Winchester Bookstore Receives Grant from Bestselling Author

Noted author James Patterson awarded $1 million in grants to hundreds of bookstores, including Book Ends, to get more kids to start reading.

Winchester Bookstore Receives Grant from Bestselling Author

A small, Indie bookstore in Winchester is one of several bookstores across the country to receive a grant from best-selling author James Patterson.

Patterson has taken $1 million of his own money to distribute as grants to hundreds of independent bookstores.

He hopes that bookstore owners will use the grants to invest in improvements, offer employees bonuses and expand literacy outreach programs, The New York Timesreported.

Patterson is the best-selling author of several fiction and nonfiction novels. About one-in-four of all hardcover suspense and thriller novels sold in 2011 were written by Patterson, according to James Patterson’s website.

Patterson has used his fortune made from his success to award grants ranging from $2,000 to $15,000 to the bookstores, according to Publishers Weekly.

Book Ends, a 2,500-square-foot bookstore, located at 559 Main Street, was in the third round of grant recipients.

Book Ends owner Judy Manzo submitted an essay to Patterson’s “ Read Kiddo Read” grant program to receive the grant.

Manzo said she is unsure of the grant amount her store received, although she requested a bonus of $10,000 in her letter to Patterson.

Patterson hopes that bookstore owners will use his grants to provide incentive to get more kids to start reading.

For Book Ends, children’s books is a large and important aspect of their store, said Manzo who is a former special education teacher.

“We sell tons of childrens books,” she said.

Between Book Ends and the book fair company Book Fairs by Book Ends, 108,000 children’s books and 21,919 adult books were sold in 2013.

“We are really passionate about getting books into the hands of children,” said Manzo.

In addition to using the money to get more kids to read, Book Ends plans to add upgraded fixtures, improve signage and lighting, add staff incentives and education, bring authors to underfunded schools, upgrade book fair racks and carts and more.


- **PROBLEM STATEMENT**
Wherever the string "signal" shows up in the data below, copy the whole line.

[Records from a collection of figures]
□ □ □ □ □ □ □
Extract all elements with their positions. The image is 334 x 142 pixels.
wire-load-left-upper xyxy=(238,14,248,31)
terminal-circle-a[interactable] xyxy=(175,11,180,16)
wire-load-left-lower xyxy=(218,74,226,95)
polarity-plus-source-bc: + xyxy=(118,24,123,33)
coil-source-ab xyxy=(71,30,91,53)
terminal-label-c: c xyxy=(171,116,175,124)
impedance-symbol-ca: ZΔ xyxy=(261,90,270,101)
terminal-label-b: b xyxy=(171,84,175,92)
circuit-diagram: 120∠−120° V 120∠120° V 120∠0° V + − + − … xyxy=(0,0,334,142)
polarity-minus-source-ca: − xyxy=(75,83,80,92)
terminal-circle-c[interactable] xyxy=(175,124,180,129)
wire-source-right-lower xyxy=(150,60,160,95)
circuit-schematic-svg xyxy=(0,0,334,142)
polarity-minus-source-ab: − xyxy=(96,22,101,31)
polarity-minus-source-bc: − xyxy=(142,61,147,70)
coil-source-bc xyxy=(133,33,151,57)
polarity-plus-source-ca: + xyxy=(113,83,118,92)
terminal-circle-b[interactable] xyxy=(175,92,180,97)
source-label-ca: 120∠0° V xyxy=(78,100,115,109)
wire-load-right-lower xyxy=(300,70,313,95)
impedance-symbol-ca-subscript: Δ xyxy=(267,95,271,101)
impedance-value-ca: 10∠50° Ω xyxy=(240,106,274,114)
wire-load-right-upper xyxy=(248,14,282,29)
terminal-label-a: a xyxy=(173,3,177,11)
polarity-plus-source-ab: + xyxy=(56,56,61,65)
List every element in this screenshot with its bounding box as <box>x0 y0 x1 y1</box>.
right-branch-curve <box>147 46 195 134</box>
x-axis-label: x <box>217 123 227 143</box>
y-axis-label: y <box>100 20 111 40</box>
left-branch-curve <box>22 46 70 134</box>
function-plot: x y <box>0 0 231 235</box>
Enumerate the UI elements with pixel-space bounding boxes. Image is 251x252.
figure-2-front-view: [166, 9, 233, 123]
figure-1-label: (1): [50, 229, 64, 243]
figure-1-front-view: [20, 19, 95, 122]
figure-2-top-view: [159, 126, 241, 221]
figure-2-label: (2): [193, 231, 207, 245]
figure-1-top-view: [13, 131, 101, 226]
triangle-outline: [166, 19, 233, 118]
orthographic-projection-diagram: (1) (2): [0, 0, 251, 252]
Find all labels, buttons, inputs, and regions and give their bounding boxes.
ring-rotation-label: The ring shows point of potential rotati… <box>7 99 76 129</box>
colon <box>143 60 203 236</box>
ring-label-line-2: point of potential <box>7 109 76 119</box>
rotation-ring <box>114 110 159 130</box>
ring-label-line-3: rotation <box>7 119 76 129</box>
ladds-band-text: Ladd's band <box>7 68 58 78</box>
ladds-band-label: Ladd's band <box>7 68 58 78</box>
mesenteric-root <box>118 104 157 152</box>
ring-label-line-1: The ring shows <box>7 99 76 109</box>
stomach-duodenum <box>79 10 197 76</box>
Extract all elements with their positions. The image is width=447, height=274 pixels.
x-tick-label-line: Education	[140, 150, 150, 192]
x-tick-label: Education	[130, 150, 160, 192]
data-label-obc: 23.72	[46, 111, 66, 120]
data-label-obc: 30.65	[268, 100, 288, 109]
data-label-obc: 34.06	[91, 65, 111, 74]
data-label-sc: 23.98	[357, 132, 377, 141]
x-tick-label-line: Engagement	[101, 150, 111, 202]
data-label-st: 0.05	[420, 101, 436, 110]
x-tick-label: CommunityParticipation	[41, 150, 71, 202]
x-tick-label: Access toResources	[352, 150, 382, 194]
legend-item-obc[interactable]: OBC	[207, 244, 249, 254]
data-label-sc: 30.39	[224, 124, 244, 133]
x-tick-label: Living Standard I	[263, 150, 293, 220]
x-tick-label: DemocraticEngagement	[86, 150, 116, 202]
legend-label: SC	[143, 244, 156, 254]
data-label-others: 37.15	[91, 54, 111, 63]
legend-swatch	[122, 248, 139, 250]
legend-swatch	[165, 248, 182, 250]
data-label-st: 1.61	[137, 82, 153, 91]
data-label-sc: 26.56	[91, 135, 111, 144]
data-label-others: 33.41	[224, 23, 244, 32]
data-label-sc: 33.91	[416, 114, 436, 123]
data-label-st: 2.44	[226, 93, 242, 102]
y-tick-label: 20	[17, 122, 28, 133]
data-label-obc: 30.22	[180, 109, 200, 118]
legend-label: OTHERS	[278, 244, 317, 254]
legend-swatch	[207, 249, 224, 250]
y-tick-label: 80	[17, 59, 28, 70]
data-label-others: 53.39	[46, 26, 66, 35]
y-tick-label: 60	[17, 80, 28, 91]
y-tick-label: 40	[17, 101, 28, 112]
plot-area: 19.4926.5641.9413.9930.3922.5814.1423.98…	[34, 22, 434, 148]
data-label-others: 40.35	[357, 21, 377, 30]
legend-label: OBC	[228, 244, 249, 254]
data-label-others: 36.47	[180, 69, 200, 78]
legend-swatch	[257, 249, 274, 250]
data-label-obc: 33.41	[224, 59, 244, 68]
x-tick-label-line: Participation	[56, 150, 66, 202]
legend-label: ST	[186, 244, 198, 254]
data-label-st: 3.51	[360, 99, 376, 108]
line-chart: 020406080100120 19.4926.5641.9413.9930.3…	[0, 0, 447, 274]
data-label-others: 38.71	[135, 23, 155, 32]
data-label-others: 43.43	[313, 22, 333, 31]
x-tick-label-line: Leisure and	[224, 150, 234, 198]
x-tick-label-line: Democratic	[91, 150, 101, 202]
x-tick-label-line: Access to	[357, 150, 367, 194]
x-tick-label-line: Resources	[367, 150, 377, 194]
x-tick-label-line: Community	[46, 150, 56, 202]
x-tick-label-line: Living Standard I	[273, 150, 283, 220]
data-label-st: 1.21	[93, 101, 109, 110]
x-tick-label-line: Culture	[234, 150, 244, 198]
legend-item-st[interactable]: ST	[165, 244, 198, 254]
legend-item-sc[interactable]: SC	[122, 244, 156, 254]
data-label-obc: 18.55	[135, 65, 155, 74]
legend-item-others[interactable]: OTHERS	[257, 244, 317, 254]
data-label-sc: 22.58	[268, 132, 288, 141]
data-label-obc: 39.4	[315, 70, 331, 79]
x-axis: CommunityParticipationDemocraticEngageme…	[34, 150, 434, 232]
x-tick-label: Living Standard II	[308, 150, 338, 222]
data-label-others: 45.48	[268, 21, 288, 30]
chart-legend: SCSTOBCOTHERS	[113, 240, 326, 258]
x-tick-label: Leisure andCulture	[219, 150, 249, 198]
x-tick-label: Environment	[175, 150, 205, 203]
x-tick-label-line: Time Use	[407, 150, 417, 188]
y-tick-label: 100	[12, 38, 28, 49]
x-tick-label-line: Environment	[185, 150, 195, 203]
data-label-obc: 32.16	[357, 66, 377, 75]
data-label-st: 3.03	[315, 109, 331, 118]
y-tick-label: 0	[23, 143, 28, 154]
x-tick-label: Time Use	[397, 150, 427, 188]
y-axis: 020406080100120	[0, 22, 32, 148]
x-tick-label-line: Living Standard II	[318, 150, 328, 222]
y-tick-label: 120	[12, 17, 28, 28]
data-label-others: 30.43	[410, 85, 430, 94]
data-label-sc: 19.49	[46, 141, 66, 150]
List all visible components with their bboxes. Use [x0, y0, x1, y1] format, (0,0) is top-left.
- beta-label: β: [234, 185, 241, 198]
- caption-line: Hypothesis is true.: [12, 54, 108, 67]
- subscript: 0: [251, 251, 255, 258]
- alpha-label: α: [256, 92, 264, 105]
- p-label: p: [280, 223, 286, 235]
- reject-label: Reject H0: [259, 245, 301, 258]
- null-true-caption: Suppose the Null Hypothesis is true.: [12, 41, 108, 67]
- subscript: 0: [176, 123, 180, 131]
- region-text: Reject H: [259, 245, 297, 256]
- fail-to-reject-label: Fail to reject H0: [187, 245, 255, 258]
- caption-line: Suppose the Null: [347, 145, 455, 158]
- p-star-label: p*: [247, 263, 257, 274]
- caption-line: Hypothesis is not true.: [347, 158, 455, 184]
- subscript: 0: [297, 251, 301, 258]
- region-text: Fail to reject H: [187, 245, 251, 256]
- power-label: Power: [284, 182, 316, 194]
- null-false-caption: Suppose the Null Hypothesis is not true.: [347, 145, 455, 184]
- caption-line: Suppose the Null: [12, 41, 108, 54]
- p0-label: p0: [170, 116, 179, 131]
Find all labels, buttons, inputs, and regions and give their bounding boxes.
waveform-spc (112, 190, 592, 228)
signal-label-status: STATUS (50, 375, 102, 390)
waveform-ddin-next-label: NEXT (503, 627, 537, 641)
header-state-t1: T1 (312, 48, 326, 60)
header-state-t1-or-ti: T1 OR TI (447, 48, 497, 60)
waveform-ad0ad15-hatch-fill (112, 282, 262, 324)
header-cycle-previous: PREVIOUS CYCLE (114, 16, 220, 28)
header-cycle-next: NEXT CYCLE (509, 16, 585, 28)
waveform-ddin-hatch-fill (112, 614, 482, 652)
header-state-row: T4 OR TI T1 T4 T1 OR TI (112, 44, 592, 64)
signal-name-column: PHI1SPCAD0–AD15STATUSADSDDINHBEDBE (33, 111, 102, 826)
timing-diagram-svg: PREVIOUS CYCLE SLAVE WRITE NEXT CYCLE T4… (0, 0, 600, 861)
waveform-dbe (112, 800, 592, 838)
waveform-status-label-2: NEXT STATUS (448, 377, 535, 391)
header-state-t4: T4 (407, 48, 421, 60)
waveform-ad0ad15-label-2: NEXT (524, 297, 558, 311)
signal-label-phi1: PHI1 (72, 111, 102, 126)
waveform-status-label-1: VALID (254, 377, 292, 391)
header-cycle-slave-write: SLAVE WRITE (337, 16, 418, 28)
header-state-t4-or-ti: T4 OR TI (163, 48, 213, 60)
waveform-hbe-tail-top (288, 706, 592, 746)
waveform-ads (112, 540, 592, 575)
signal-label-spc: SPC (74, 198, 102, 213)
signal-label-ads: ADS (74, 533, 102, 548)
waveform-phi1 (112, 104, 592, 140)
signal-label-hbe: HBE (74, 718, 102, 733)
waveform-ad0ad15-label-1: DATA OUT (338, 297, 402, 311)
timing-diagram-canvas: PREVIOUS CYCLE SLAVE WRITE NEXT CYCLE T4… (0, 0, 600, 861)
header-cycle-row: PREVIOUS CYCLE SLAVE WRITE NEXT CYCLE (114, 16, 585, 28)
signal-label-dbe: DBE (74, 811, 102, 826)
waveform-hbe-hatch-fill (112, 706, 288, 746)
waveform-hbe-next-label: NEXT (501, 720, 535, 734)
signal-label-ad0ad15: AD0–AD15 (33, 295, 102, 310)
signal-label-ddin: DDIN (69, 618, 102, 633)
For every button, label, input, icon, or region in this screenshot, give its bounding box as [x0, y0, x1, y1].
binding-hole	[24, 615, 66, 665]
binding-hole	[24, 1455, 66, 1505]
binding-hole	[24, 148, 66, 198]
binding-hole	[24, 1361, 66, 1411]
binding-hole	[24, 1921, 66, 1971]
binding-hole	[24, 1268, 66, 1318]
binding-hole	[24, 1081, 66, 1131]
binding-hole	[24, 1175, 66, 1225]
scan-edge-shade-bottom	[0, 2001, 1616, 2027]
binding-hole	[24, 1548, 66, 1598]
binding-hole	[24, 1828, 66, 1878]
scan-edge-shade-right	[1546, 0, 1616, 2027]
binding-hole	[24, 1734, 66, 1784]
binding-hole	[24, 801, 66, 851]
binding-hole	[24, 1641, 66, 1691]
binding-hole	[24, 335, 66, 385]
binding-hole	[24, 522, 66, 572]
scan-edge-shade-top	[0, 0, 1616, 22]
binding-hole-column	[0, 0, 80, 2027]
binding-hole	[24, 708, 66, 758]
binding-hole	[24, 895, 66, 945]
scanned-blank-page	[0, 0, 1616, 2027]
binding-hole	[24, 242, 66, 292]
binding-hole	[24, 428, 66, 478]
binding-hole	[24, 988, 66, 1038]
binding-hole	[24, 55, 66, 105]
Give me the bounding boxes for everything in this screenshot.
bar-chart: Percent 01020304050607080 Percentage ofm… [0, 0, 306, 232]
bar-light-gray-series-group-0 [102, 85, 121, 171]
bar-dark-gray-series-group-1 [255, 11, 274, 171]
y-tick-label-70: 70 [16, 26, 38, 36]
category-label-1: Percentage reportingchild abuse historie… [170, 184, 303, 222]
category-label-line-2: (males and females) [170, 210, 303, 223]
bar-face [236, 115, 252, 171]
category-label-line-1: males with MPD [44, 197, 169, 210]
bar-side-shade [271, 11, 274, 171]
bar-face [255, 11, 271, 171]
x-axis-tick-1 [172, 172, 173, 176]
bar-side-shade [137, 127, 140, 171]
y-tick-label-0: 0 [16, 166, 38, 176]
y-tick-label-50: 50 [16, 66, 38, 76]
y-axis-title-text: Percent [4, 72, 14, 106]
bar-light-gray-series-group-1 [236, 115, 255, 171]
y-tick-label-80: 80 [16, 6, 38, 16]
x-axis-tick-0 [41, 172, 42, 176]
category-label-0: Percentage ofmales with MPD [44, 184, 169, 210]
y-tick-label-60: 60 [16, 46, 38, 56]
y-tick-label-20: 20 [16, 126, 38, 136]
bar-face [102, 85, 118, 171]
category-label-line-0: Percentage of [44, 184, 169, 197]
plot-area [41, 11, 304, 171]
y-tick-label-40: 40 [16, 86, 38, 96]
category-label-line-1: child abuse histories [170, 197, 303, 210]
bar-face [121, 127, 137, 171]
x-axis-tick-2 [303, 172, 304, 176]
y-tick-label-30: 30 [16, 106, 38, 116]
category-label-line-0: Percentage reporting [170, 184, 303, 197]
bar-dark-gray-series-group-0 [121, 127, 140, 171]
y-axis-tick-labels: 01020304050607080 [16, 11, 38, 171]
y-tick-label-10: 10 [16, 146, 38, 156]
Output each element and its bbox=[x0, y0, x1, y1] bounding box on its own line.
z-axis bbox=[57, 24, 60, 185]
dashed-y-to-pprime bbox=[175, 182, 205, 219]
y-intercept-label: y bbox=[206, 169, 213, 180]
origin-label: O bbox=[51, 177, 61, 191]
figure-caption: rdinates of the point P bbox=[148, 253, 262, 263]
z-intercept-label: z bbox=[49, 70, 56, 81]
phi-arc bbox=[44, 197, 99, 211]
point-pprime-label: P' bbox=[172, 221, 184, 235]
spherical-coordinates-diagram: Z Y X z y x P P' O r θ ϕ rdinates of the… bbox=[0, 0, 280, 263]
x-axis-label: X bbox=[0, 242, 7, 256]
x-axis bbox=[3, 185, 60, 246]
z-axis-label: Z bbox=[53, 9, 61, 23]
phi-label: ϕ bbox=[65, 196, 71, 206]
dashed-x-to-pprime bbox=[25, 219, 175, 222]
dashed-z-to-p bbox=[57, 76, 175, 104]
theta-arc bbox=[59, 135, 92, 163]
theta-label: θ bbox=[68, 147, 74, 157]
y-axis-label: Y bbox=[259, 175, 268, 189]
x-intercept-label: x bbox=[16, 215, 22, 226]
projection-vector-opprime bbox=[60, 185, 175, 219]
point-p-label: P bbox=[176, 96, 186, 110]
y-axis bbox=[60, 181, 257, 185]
□ □ □ □ □ □ □
- **RESULT OF THE EXERCISE**
signal-label-status: STATUS (50, 375, 102, 390)
signal-name-column: PHI1SPCAD0–AD15STATUSADSDDINHBEDBE (33, 111, 102, 826)
signal-label-phi1: PHI1 (72, 111, 102, 126)
signal-label-spc: SPC (74, 198, 102, 213)
signal-label-ads: ADS (74, 533, 102, 548)
signal-label-hbe: HBE (74, 718, 102, 733)
signal-label-dbe: DBE (74, 811, 102, 826)
signal-label-ad0ad15: AD0–AD15 (33, 295, 102, 310)
signal-label-ddin: DDIN (69, 618, 102, 633)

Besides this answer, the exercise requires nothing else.